| Safe Haskell | None | 
|---|
Control.Distributed.Process.Internal.Dynamic
Description
Reimplementation of Dynamic that supports dynBind
We don't have access to the internal representation of Dynamic, otherwise we would not have to redefine it completely. Note that we use this only internally, so the incompatibility with our Dynamic from the standard Dynamic is not important.
- data Dynamic = Dynamic TypeRep Any
- toDyn :: Typeable a => a -> Dynamic
- fromDyn :: Typeable a => Dynamic -> a -> a
- fromDynamic :: forall a. Typeable a => Dynamic -> Maybe a
- dynTypeRep :: Dynamic -> TypeRep
- dynApply :: Dynamic -> Dynamic -> Maybe Dynamic
- dynApp :: Dynamic -> Dynamic -> Dynamic
- dynBind :: TyCon -> (forall a b. m a -> (a -> m b) -> m b) -> Dynamic -> Dynamic -> Maybe Dynamic
- dynBind' :: TyCon -> (forall a b. m a -> (a -> m b) -> m b) -> Dynamic -> Dynamic -> Dynamic
- dynKleisli :: TyCon -> (forall a b c. (a -> m b) -> (b -> m c) -> a -> m c) -> Dynamic -> Dynamic -> Maybe Dynamic
- unsafeCoerce# :: a -> b
Documentation
fromDynamic :: forall a. Typeable a => Dynamic -> Maybe aSource
dynTypeRep :: Dynamic -> TypeRepSource
dynBind :: TyCon -> (forall a b. m a -> (a -> m b) -> m b) -> Dynamic -> Dynamic -> Maybe DynamicSource
dynKleisli :: TyCon -> (forall a b c. (a -> m b) -> (b -> m c) -> a -> m c) -> Dynamic -> Dynamic -> Maybe DynamicSource
Dynamically typed Kleisli composition
unsafeCoerce# :: a -> b
The function unsafeCoerce# allows you to side-step the typechecker entirely. That
 	is, it allows you to coerce any type into any other type. If you use this function,
 	you had better get it right, otherwise segmentation faults await. It is generally
 	used when you want to write a program that you know is well-typed, but where Haskell's
 	type system is not expressive enough to prove that it is well typed.
The following uses of unsafeCoerce# are supposed to work (i.e. not lead to
         spurious compile-time or run-time crashes):
-  Casting any lifted type to Any
-  Casting Anyback to the real type
- Casting an unboxed type to another unboxed type of the same size (but not coercions between floating-point and integral types)
-  Casting between two types that have the same runtime representation.  One case is when
            the two types differ only in "phantom" type parameters, for example
            Ptr InttoPtr Float, or[Int]to[Float]when the list is known to be empty. Also, anewtypeof a typeThas the same representation at runtime asT.
Other uses of unsafeCoerce# are undefined.  In particular, you should not use
 	unsafeCoerce# to cast a T to an algebraic data type D, unless T is also
 	an algebraic data type.  For example, do not cast Int->Int to Bool, even if
         you later cast that Bool back to Int->Int before applying it.  The reasons
         have to do with GHC's internal representation details (for the congnoscenti, data values
 	can be entered but function closures cannot).  If you want a safe type to cast things
 	to, use Any, which is not an algebraic data type.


Problem:
For every record that follows, transcribe the text exactly and leave any image out.

(Extracted data entries)
-*-*-
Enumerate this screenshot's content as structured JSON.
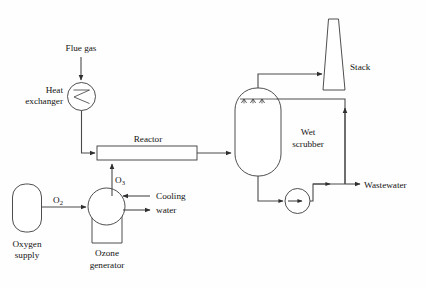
{
  "diagram": {
    "background_color": "#fefefe",
    "line_color": "#3a3a3a",
    "text_color": "#141414",
    "labels": {
      "flue_gas": "Flue gas",
      "heat_exchanger_line1": "Heat",
      "heat_exchanger_line2": "exchanger",
      "reactor": "Reactor",
      "stack": "Stack",
      "wet_scrubber_line1": "Wet",
      "wet_scrubber_line2": "scrubber",
      "wastewater": "Wastewater",
      "oxygen_supply_line1": "Oxygen",
      "oxygen_supply_line2": "supply",
      "ozone_generator_line1": "Ozone",
      "ozone_generator_line2": "generator",
      "cooling_water_line1": "Cooling",
      "cooling_water_line2": "water",
      "oxygen_stream_main": "O",
      "oxygen_stream_sub": "2",
      "ozone_stream_main": "O",
      "ozone_stream_sub": "3"
    },
    "equipment": [
      {
        "id": "heat-exchanger",
        "name": "Heat exchanger",
        "symbol": "circle-with-zigzag"
      },
      {
        "id": "reactor",
        "name": "Reactor",
        "symbol": "horizontal-rectangle"
      },
      {
        "id": "wet-scrubber",
        "name": "Wet scrubber",
        "symbol": "capsule-vessel-with-spray-nozzles"
      },
      {
        "id": "stack",
        "name": "Stack",
        "symbol": "tapered-chimney"
      },
      {
        "id": "oxygen-supply",
        "name": "Oxygen supply",
        "symbol": "capsule-tank"
      },
      {
        "id": "ozone-generator",
        "name": "Ozone generator",
        "symbol": "circle-with-base"
      },
      {
        "id": "pump",
        "name": "Pump",
        "symbol": "circle-with-arrow"
      }
    ],
    "streams": [
      {
        "id": "flue-gas-inlet",
        "label": "Flue gas",
        "from": "inlet",
        "to": "heat-exchanger"
      },
      {
        "id": "heat-exchanger-to-reactor",
        "label": "",
        "from": "heat-exchanger",
        "to": "reactor"
      },
      {
        "id": "oxygen-feed",
        "label": "O2",
        "from": "oxygen-supply",
        "to": "ozone-generator"
      },
      {
        "id": "ozone-feed",
        "label": "O3",
        "from": "ozone-generator",
        "to": "reactor"
      },
      {
        "id": "cooling-water-in",
        "label": "Cooling water",
        "from": "inlet",
        "to": "ozone-generator"
      },
      {
        "id": "cooling-water-out",
        "label": "Cooling water",
        "from": "ozone-generator",
        "to": "outlet"
      },
      {
        "id": "reactor-to-scrubber",
        "label": "",
        "from": "reactor",
        "to": "wet-scrubber"
      },
      {
        "id": "scrubber-to-stack",
        "label": "",
        "from": "wet-scrubber",
        "to": "stack"
      },
      {
        "id": "scrubber-to-pump",
        "label": "",
        "from": "wet-scrubber",
        "to": "pump"
      },
      {
        "id": "pump-to-wastewater",
        "label": "Wastewater",
        "from": "pump",
        "to": "outlet"
      },
      {
        "id": "scrubber-recycle",
        "label": "",
        "from": "wastewater-header",
        "to": "wet-scrubber"
      }
    ]
  }
}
-*-*-
Response:
Enumerate this screenshot's content as structured JSON.
{
  "diagram": {
    "background_color": "#fefefe",
    "line_color": "#3a3a3a",
    "text_color": "#141414",
    "labels": {
      "flue_gas": "Flue gas",
      "heat_exchanger_line1": "Heat",
      "heat_exchanger_line2": "exchanger",
      "reactor": "Reactor",
      "stack": "Stack",
      "wet_scrubber_line1": "Wet",
      "wet_scrubber_line2": "scrubber",
      "wastewater": "Wastewater",
      "oxygen_supply_line1": "Oxygen",
      "oxygen_supply_line2": "supply",
      "ozone_generator_line1": "Ozone",
      "ozone_generator_line2": "generator",
      "cooling_water_line1": "Cooling",
      "cooling_water_line2": "water",
      "oxygen_stream_main": "O",
      "oxygen_stream_sub": "2",
      "ozone_stream_main": "O",
      "ozone_stream_sub": "3"
    },
    "equipment": [
      {
        "id": "heat-exchanger",
        "name": "Heat exchanger",
        "symbol": "circle-with-zigzag"
      },
      {
        "id": "reactor",
        "name": "Reactor",
        "symbol": "horizontal-rectangle"
      },
      {
        "id": "wet-scrubber",
        "name": "Wet scrubber",
        "symbol": "capsule-vessel-with-spray-nozzles"
      },
      {
        "id": "stack",
        "name": "Stack",
        "symbol": "tapered-chimney"
      },
      {
        "id": "oxygen-supply",
        "name": "Oxygen supply",
        "symbol": "capsule-tank"
      },
      {
        "id": "ozone-generator",
        "name": "Ozone generator",
        "symbol": "circle-with-base"
      },
      {
        "id": "pump",
        "name": "Pump",
        "symbol": "circle-with-arrow"
      }
    ],
    "streams": [
      {
        "id": "flue-gas-inlet",
        "label": "Flue gas",
        "from": "inlet",
        "to": "heat-exchanger"
      },
      {
        "id": "heat-exchanger-to-reactor",
        "label": "",
        "from": "heat-exchanger",
        "to": "reactor"
      },
      {
        "id": "oxygen-feed",
        "label": "O2",
        "from": "oxygen-supply",
        "to": "ozone-generator"
      },
      {
        "id": "ozone-feed",
        "label": "O3",
        "from": "ozone-generator",
        "to": "reactor"
      },
      {
        "id": "cooling-water-in",
        "label": "Cooling water",
        "from": "inlet",
        "to": "ozone-generator"
      },
      {
        "id": "cooling-water-out",
        "label": "Cooling water",
        "from": "ozone-generator",
        "to": "outlet"
      },
      {
        "id": "reactor-to-scrubber",
        "label": "",
        "from": "reactor",
        "to": "wet-scrubber"
      },
      {
        "id": "scrubber-to-stack",
        "label": "",
        "from": "wet-scrubber",
        "to": "stack"
      },
      {
        "id": "scrubber-to-pump",
        "label": "",
        "from": "wet-scrubber",
        "to": "pump"
      },
      {
        "id": "pump-to-wastewater",
        "label": "Wastewater",
        "from": "pump",
        "to": "outlet"
      },
      {
        "id": "scrubber-recycle",
        "label": "",
        "from": "wastewater-header",
        "to": "wet-scrubber"
      }
    ]
  }
}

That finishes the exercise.